Mike Shenk’s Wall Street Journal contest crossword, “Two by Two”—Laura’s review
I’m back from Lollapuzzoola where I hung out with many fine folks from our puzzling subculture. (If you missed the fun, get the puzzles to solve at home!) Thanks Jim P. for ably steering the metaship in my absence.
This week we’re looking for an animal. I like animals! Right after Lolla I went on a family road trip and I still cannot figure out what compels people to announce, when you are driving down the road, that there are cows outstanding in the fields on either side of said road. “Cows!” Indeed. There are, indeed, cows.

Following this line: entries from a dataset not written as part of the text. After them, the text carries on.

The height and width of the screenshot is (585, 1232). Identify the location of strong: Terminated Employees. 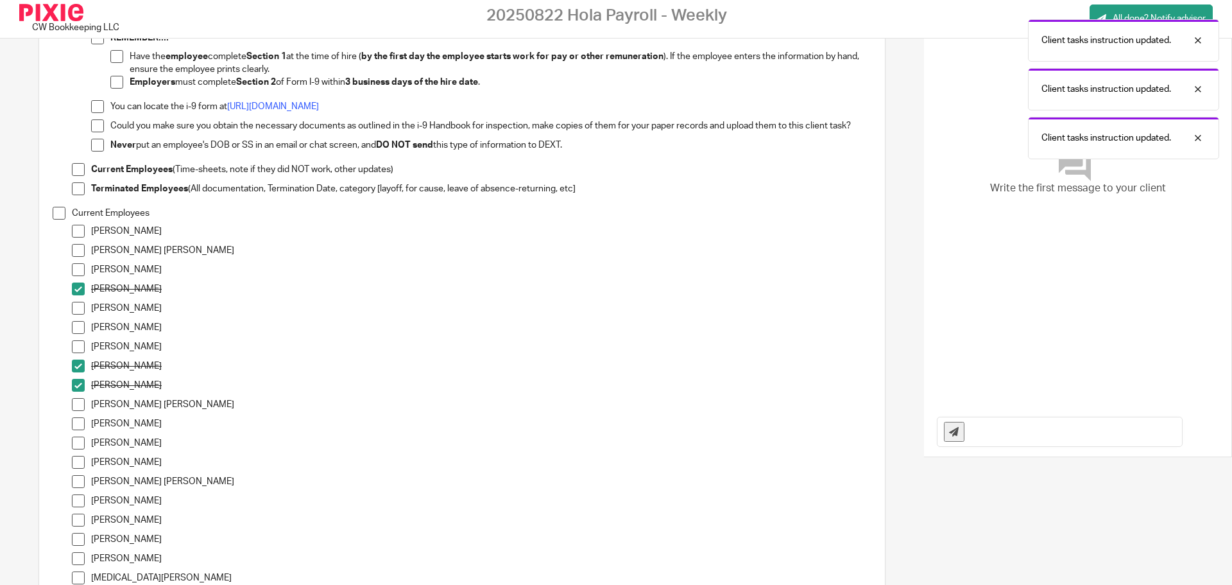
(139, 189).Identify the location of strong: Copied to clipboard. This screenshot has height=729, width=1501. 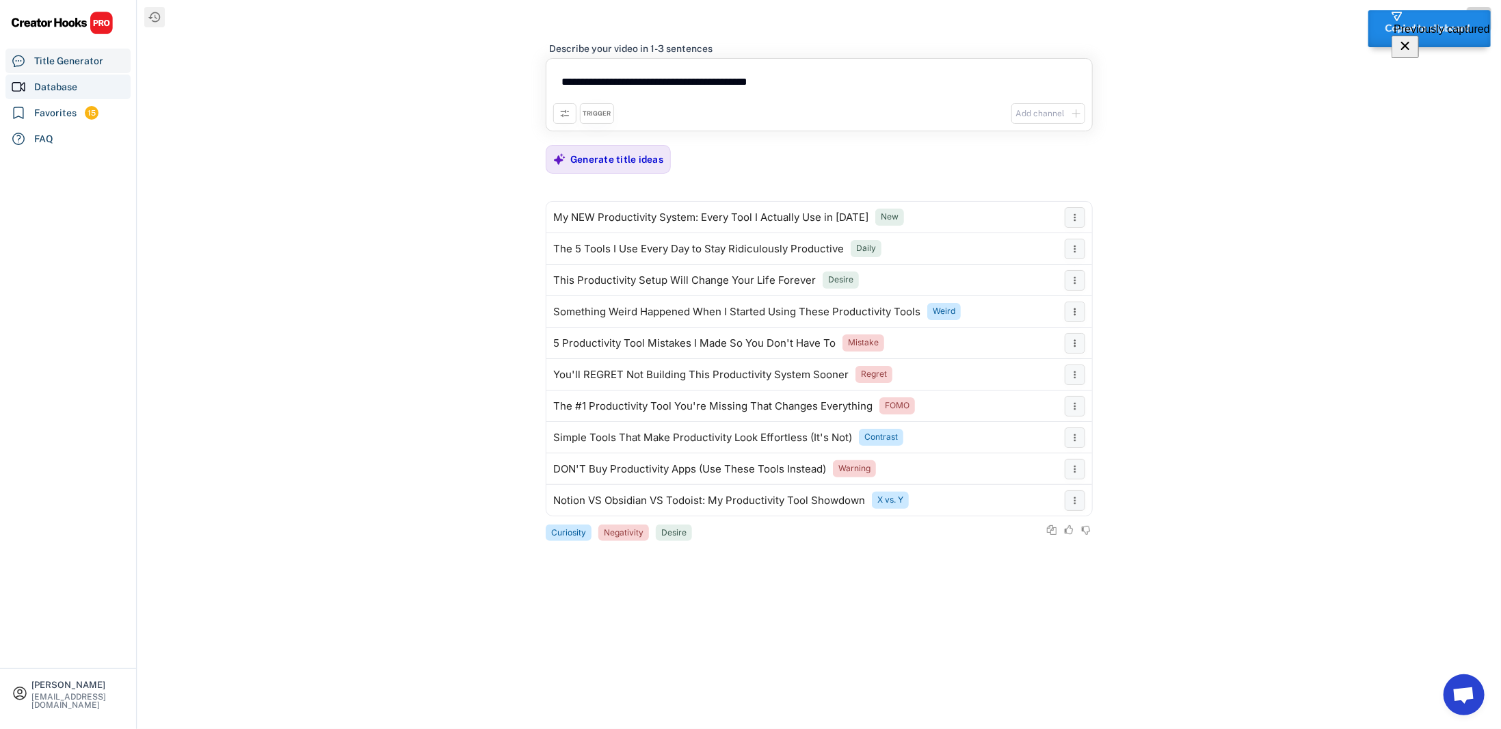
(1428, 28).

- [17a: Capital quantity]: SUM OF MONEY. I keep wanting to parse that as [Anti-capitalist statement from a Japanese wrestler?]: SUMO: F MONEY!
- [21a: Loitered]: HUNG AROUND
- [36a: School in Logan]: UTAH STATE
- [41a: Contract conditions]: FINE PRINT
- [50a: “Stranger Things” monster]: DEMOGORGON
- [60a: Opera that includes the aria “Sempre libera”]: LA TRAVIATA
Lest I get lost in the Upside Down, I gave myself a limited time to figure this one out at first, and it paid off with a mechanism that’s arguably a Week 1.5 on the Gaffney Scale. Since the themers don’t have any referential connection, let’s see what orthographic pattern we might find. Taking the title, “Two by Two,” as a hint, we can look for things that might conceivably be two by two — and lo, in the themers those things doth dwell:
SUM OF MONEY
HUNG AROUND
UTAH STATE
FINE PRINT
DEMOGORGON
LA TRAVIATA
Each themer has a repeated two-letter sequence — two by two, get it? — and taking those sequences all in order, we get MOUNTAIN GOAT, which is an animal and our answer.
On the topic of Mountain Goats, here’s a recent live performance of a song that has brought me comfort during some spectacularly (and recently!) shitty times.
So elegant that not only are there pairs of letters but they are together and in the right order for the answer. No anagramming required. Another marvelously clever offering.